0:13 Quality is not going to be as good but you're not taking it out to grain so that's not as important. This is extremely palatable for the cattle and if we were to turn cattle out.

0:23 In this whole plot they would eat this first and they'll just eat it right down to the roots because it is so incredibly palatable now at the stage that it's at. Here it's a little beyond where normally.

0:33 You would want to graze it at optimum. Grazing is going to be right when it's starting to shoot tassels and it will get there pretty quickly. This is an 84 day product where there's also 92 day.

0:44 Brown midrib grazing horns that we have. So it gets to that stage very quickly as you can see it doesn't make real big ears. So again it's not a grain corn, it is primarily a grazing corn and ideal.

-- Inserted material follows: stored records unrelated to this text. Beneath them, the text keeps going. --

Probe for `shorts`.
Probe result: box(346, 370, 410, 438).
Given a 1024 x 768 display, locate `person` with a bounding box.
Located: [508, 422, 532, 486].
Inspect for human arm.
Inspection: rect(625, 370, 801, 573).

0:57 Grazing would be a little bit sooner than what this is, but if you wanted to stockpile graze this with in addition to some sorghums and stuff, it can be a real good addition to a mix like that.

1:07 Where this product really shines is in late summer planning. Most of our cool season products that we'll plant in the fall for fall or winter grazing are very washy, very very low dry matter.

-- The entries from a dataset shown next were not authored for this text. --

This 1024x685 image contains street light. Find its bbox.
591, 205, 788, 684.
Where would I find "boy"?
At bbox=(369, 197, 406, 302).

1:39 Diet slows the rate of passage. Animals perform much better and they're more satisfied. Used to advocate putting sorghum in those mixes because sorghum is cheap and you can get a little bit of.

1:53 Growth before frost well for that purpose corn just blows sorghum away. Corn pops out of the ground faster. It grows longer into the fall because this will grow at fifty or fifty-five.

2:09 degrees whereas sorghum needs 65 degree temperatures so you get a lot more biomass out of this then you will sorghum if you plant it in August a big advantage in addition is that this has

2:23 No press ik acid to worry about in, especially a time of frost like. Sorghum's Woodruff, all very, very versatile, very economical product. I love this stuff.

2:34 Dale, how long before a first frost would you like to see this in to get enough benefit to make it worthwhile? It's very economical, so even a little bit of benefit pays for the seed cost on this. I'd like to see a minimum of 30 days, 45 days, six weeks, six weeks and plant it and go. Yeah, so you can go clear on in any time in August, probably.